• [What you will do]: For the listing below, work out how many lines hold the word "order" and give that number by itself.

====

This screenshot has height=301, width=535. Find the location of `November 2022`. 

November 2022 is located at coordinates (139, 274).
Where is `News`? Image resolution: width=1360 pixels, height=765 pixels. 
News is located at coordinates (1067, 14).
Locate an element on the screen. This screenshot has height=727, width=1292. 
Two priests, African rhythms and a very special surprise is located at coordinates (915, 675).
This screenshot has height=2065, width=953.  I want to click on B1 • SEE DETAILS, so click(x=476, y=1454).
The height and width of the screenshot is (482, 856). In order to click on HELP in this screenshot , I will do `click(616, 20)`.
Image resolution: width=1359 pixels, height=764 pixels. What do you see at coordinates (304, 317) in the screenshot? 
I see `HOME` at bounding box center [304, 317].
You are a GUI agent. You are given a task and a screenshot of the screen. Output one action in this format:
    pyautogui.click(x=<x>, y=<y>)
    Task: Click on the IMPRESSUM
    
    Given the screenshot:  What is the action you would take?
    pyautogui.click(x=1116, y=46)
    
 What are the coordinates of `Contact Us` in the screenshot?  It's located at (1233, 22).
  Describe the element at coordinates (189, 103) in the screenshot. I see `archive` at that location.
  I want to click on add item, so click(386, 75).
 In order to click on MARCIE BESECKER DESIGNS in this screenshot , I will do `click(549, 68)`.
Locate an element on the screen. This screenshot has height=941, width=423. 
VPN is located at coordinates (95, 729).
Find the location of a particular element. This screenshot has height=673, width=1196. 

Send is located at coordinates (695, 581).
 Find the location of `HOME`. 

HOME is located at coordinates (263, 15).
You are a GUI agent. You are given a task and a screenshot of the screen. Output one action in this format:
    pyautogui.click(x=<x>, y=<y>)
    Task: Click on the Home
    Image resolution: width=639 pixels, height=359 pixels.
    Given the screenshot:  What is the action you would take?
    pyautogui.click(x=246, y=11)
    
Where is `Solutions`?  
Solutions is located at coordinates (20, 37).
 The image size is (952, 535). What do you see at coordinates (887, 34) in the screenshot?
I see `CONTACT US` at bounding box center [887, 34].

====

• [Response]: 2